I saw Rich Mullins in concert on a Saturday night at Franciscan University's chapel back in 1991. My girlfriends and I literally sat at his feet in the crowded chapel as he played at a grand piano, barefoot. His beat-up docksiders, sporting a large hole in the toe, lay next to him.
In the days way before grunge, Rich wore long black, graying hair and beat-up clothes. He mixed his be-bop songs with the melodies of the dulcimer and other primitive instruments, and passed out Compassion International brochures after his concerts. Though his Quaker-based theology certainly wasn't Catholic, his sensibilities were. He sang in his songs about meeting God in the material world, "in the Bread and in the Wine." Well, consubstantiation isn't the same as transubstantiation, but it was closer than most Christian singers got.
Even though Rich had written hit songs for artist like Amy Grant and Debbie Boone, he wasn't a top star, although he certainly had a cult following. At Steubenville, we loved his song "Awesome God" with its lyrics that challenged the "Jesus is My Pal" mentality head on: "Well, the Lord wasn't joking when He kicked 'em out of Egypt, it wasn't for no reason that He shed His Blood … I hope that we have not too quickly forgotten that our God is an Awesome God."
So we had already taken Rich Mullins to our collective heart when he came to Steubenville for the first time. When he and his best friend Beaker played and worshipped with us, we sang his songs louder than he did. I remember that he appeared bewildered during our concert, and that at times he would stop singing almost in amazement and listen to Catholics singing his songs. I'd never seen a performer so affected by his audience.
In response to a fan letter I sent him a few years later, he actually sent me a hand-written card, explaining "Tho I am often asked if I am Catholic, I am not." He detailed his reasons for remaining out of the Church, mainly that it would be "divisive."
But the pull of the Truth was apparently harder for him to resist than he let on. He founded a group, "The Kid Brothers of St. Frank," described on the Internet as "an 'order' for people, including themselves, who are too chicken to be real Catholics." His 1993 album was titled, A Liturgy, a Legacy, and a Ragamuffin Band, and his last album, Songs, had pictures of our Lady and Therese of Lisieux on the inside cover. In the Liturgy album, he sang about the Faith, "I did not make It, but It is making me." The more he grew as a songwriter and a Christian, the more Catholic he seemed to become.
There were always rumors that he was going to come to Steubenville to study under Scott Hahn. We heard that he had enrolled in RCIA classes in 1994 but pulled out the day before Easter, saying that he was afraid conversion would affect his ministry. Instead, he went out to the Southwest to work with his Franciscan and Native American brothers and teach music to kids on reservations. We fans of his, now graduated from college and starting families, continued to say among ourselves that it was just a matter of time before Rich was a "big-C Catholic." Every Easter my husband and I would remember him in our intentions and wonder if this year would be the year.
But it was to be this year. This past Sunday, he was to receive his first confession, and this Monday, his First Communion. While preparing for the opening of his first musical, The Canticle of the Prairies, based on the life of St. Francis, he had apparently decided he couldn't hold back any longer. On Friday morning of Sept. 26, Mullins called his friend Fr. Matthew McGinness, and said, "I have to receive the Body and Blood of Jesus." So Fr. McGinness told his congregation on Sunday after Mass at St. Paul Parish/Newman Center at Wichita State University Campus.
But Friday afternoon, September 19, 1997, Rich Mullins was thrown from a jeep in Chicago traffic and run over by an eighteen-wheeler.
It's hard to understand. Certainly the devil would probably have preferred to have such a strong Christian leader dead than Catholic. Maybe, as my husband the theology major says, Rich's death was the permissive, rather than the perfect will of God.
So it is with a double sadness that I will hear of Rich Mullins being buried in a Quaker grave this Thursday. Even if he had never considered becoming Catholic, I would feel his loss. But to know he was so close to full communion with us is another ache.
Fr. McGinness noted when I spoke with him that Rich desired the Eucharist. Eucharist means "thanksgiving." "We certainly need to give thanks to God for the gift of Rich Mullins," he said.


◆ WORK TASK
Pictures do not belong in the copy; quote every entry below exactly.

Data entries for graphics

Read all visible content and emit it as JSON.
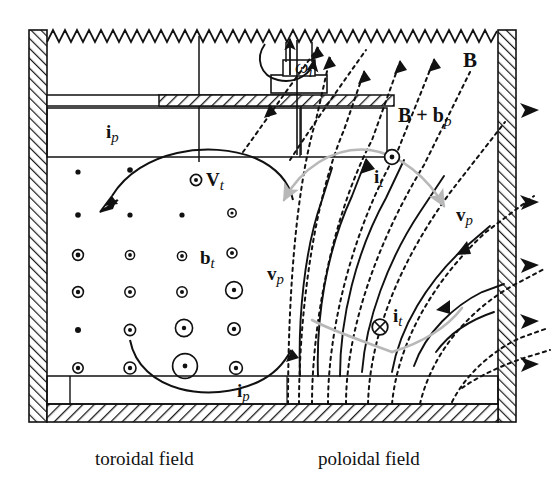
{
  "figure": {
    "type": "physics-schematic",
    "captions": {
      "left": "toroidal field",
      "right": "poloidal field"
    }
  },
  "labels": {
    "omega_i": {
      "text": "ω",
      "sub": "i",
      "name": "angular-velocity-label"
    },
    "i_p_top": {
      "text": "i",
      "sub": "p",
      "name": "poloidal-current-top-label"
    },
    "i_p_bottom": {
      "text": "i",
      "sub": "p",
      "name": "poloidal-current-bottom-label"
    },
    "V_t": {
      "marker": "⊙",
      "text": "V",
      "sub": "t",
      "name": "toroidal-velocity-label"
    },
    "b_t": {
      "text": "b",
      "sub": "t",
      "name": "toroidal-perturbation-field-label"
    },
    "B": {
      "text": "B",
      "name": "main-field-label"
    },
    "B_plus_b_p": {
      "text": "B + b",
      "sub": "p",
      "name": "perturbed-poloidal-field-label"
    },
    "i_t_upper": {
      "marker": "⊙",
      "text": "i",
      "sub": "t",
      "name": "toroidal-current-out-label"
    },
    "i_t_lower": {
      "marker": "⊗",
      "text": "i",
      "sub": "t",
      "name": "toroidal-current-in-label"
    },
    "v_p_left": {
      "text": "v",
      "sub": "p",
      "name": "poloidal-velocity-left-label"
    },
    "v_p_right": {
      "text": "v",
      "sub": "p",
      "name": "poloidal-velocity-right-label"
    }
  },
  "colors": {
    "ink": "#111111",
    "gray_arrow": "#b8b8b8",
    "hatch": "#1a1a1a",
    "background": "#ffffff"
  },
  "toroidal_dot_grid": {
    "description": "grid of circle-dot (out of page) markers increasing in size toward lower right",
    "columns_x": [
      78,
      130,
      182,
      232
    ],
    "rows_y": [
      172,
      215,
      255,
      292,
      330,
      368
    ],
    "radii": [
      [
        1.8,
        2.2,
        0.0,
        0.0
      ],
      [
        2.2,
        2.2,
        2.2,
        4.0
      ],
      [
        5.0,
        4.2,
        4.2,
        5.0
      ],
      [
        5.2,
        5.2,
        5.2,
        8.0
      ],
      [
        2.6,
        5.4,
        8.2,
        6.0
      ],
      [
        5.0,
        6.0,
        12.0,
        6.4
      ]
    ]
  },
  "walls": {
    "top_edge": "sawtooth",
    "left": "hatched",
    "right": "hatched",
    "bottom": "hatched"
  },
  "field_lines": {
    "dotted_count": 11,
    "solid_count": 7,
    "wall_exit_arrows": 5
  }
}
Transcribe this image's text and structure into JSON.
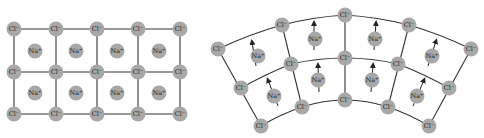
{
  "diagrams": [
    {
      "id": "flat",
      "description": "flat NaCl lattice",
      "anion_label": "Cl⁻",
      "cation_label": "Na⁺",
      "anions": [
        [
          14,
          29
        ],
        [
          56,
          29
        ],
        [
          97,
          29
        ],
        [
          138,
          29
        ],
        [
          180,
          29
        ],
        [
          14,
          72
        ],
        [
          56,
          72
        ],
        [
          97,
          72
        ],
        [
          138,
          72
        ],
        [
          180,
          72
        ],
        [
          14,
          114
        ],
        [
          56,
          114
        ],
        [
          97,
          114
        ],
        [
          138,
          114
        ],
        [
          180,
          114
        ]
      ],
      "cations": [
        [
          35,
          51
        ],
        [
          76,
          51
        ],
        [
          117,
          51
        ],
        [
          159,
          51
        ],
        [
          35,
          93
        ],
        [
          76,
          93
        ],
        [
          117,
          93
        ],
        [
          159,
          93
        ]
      ]
    },
    {
      "id": "bent",
      "description": "bent NaCl lattice with dipole arrows",
      "anion_label": "Cl⁻",
      "cation_label": "Na⁺",
      "anions": [
        [
          218,
          49
        ],
        [
          282,
          25
        ],
        [
          345,
          15
        ],
        [
          409,
          25
        ],
        [
          471,
          49
        ],
        [
          241,
          88
        ],
        [
          291,
          64
        ],
        [
          345,
          58
        ],
        [
          398,
          64
        ],
        [
          449,
          88
        ],
        [
          261,
          126
        ],
        [
          302,
          107
        ],
        [
          345,
          100
        ],
        [
          388,
          107
        ],
        [
          429,
          126
        ]
      ],
      "cations": [
        [
          258,
          56
        ],
        [
          315,
          39
        ],
        [
          375,
          39
        ],
        [
          432,
          56
        ],
        [
          274,
          96
        ],
        [
          318,
          80
        ],
        [
          372,
          80
        ],
        [
          417,
          96
        ]
      ]
    }
  ],
  "colors": {
    "atom": "#a8a8a8",
    "bond": "#333333",
    "text": "#222222"
  }
}
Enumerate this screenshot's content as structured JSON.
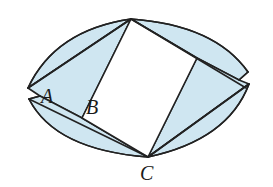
{
  "figure": {
    "colors": {
      "shade": "#cfe6f1",
      "stroke": "#222222",
      "background": "#ffffff"
    },
    "labels": {
      "A": "A",
      "B": "B",
      "C": "C"
    },
    "points": {
      "T": [
        131,
        19
      ],
      "R": [
        197,
        58
      ],
      "C": [
        148,
        157
      ],
      "B": [
        82,
        118
      ]
    }
  }
}
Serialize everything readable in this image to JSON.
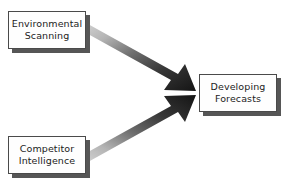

◆ YOUR RESPONSE
Read all visible content and emit it as JSON.
{
  "figure": {
    "type": "physics-schematic",
    "captions": {
      "left": "toroidal field",
      "right": "poloidal field"
    }
  },
  "labels": {
    "omega_i": {
      "text": "ω",
      "sub": "i",
      "name": "angular-velocity-label"
    },
    "i_p_top": {
      "text": "i",
      "sub": "p",
      "name": "poloidal-current-top-label"
    },
    "i_p_bottom": {
      "text": "i",
      "sub": "p",
      "name": "poloidal-current-bottom-label"
    },
    "V_t": {
      "marker": "⊙",
      "text": "V",
      "sub": "t",
      "name": "toroidal-velocity-label"
    },
    "b_t": {
      "text": "b",
      "sub": "t",
      "name": "toroidal-perturbation-field-label"
    },
    "B": {
      "text": "B",
      "name": "main-field-label"
    },
    "B_plus_b_p": {
      "text": "B + b",
      "sub": "p",
      "name": "perturbed-poloidal-field-label"
    },
    "i_t_upper": {
      "marker": "⊙",
      "text": "i",
      "sub": "t",
      "name": "toroidal-current-out-label"
    },
    "i_t_lower": {
      "marker": "⊗",
      "text": "i",
      "sub": "t",
      "name": "toroidal-current-in-label"
    },
    "v_p_left": {
      "text": "v",
      "sub": "p",
      "name": "poloidal-velocity-left-label"
    },
    "v_p_right": {
      "text": "v",
      "sub": "p",
      "name": "poloidal-velocity-right-label"
    }
  },
  "colors": {
    "ink": "#111111",
    "gray_arrow": "#b8b8b8",
    "hatch": "#1a1a1a",
    "background": "#ffffff"
  },
  "toroidal_dot_grid": {
    "description": "grid of circle-dot (out of page) markers increasing in size toward lower right",
    "columns_x": [
      78,
      130,
      182,
      232
    ],
    "rows_y": [
      172,
      215,
      255,
      292,
      330,
      368
    ],
    "radii": [
      [
        1.8,
        2.2,
        0.0,
        0.0
      ],
      [
        2.2,
        2.2,
        2.2,
        4.0
      ],
      [
        5.0,
        4.2,
        4.2,
        5.0
      ],
      [
        5.2,
        5.2,
        5.2,
        8.0
      ],
      [
        2.6,
        5.4,
        8.2,
        6.0
      ],
      [
        5.0,
        6.0,
        12.0,
        6.4
      ]
    ]
  },
  "walls": {
    "top_edge": "sawtooth",
    "left": "hatched",
    "right": "hatched",
    "bottom": "hatched"
  },
  "field_lines": {
    "dotted_count": 11,
    "solid_count": 7,
    "wall_exit_arrows": 5
  }
}
Transcribe this image's text and structure into JSON.
{
  "diagrams": [
    {
      "id": "flat",
      "description": "flat NaCl lattice",
      "anion_label": "Cl⁻",
      "cation_label": "Na⁺",
      "anions": [
        [
          14,
          29
        ],
        [
          56,
          29
        ],
        [
          97,
          29
        ],
        [
          138,
          29
        ],
        [
          180,
          29
        ],
        [
          14,
          72
        ],
        [
          56,
          72
        ],
        [
          97,
          72
        ],
        [
          138,
          72
        ],
        [
          180,
          72
        ],
        [
          14,
          114
        ],
        [
          56,
          114
        ],
        [
          97,
          114
        ],
        [
          138,
          114
        ],
        [
          180,
          114
        ]
      ],
      "cations": [
        [
          35,
          51
        ],
        [
          76,
          51
        ],
        [
          117,
          51
        ],
        [
          159,
          51
        ],
        [
          35,
          93
        ],
        [
          76,
          93
        ],
        [
          117,
          93
        ],
        [
          159,
          93
        ]
      ]
    },
    {
      "id": "bent",
      "description": "bent NaCl lattice with dipole arrows",
      "anion_label": "Cl⁻",
      "cation_label": "Na⁺",
      "anions": [
        [
          218,
          49
        ],
        [
          282,
          25
        ],
        [
          345,
          15
        ],
        [
          409,
          25
        ],
        [
          471,
          49
        ],
        [
          241,
          88
        ],
        [
          291,
          64
        ],
        [
          345,
          58
        ],
        [
          398,
          64
        ],
        [
          449,
          88
        ],
        [
          261,
          126
        ],
        [
          302,
          107
        ],
        [
          345,
          100
        ],
        [
          388,
          107
        ],
        [
          429,
          126
        ]
      ],
      "cations": [
        [
          258,
          56
        ],
        [
          315,
          39
        ],
        [
          375,
          39
        ],
        [
          432,
          56
        ],
        [
          274,
          96
        ],
        [
          318,
          80
        ],
        [
          372,
          80
        ],
        [
          417,
          96
        ]
      ]
    }
  ],
  "colors": {
    "atom": "#a8a8a8",
    "bond": "#333333",
    "text": "#222222"
  }
}
Enumerate this screenshot's content as structured JSON.
{
  "figure": {
    "colors": {
      "shade": "#cfe6f1",
      "stroke": "#222222",
      "background": "#ffffff"
    },
    "labels": {
      "A": "A",
      "B": "B",
      "C": "C"
    },
    "points": {
      "T": [
        131,
        19
      ],
      "R": [
        197,
        58
      ],
      "C": [
        148,
        157
      ],
      "B": [
        82,
        118
      ]
    }
  }
}
Serialize everything readable in this image to JSON.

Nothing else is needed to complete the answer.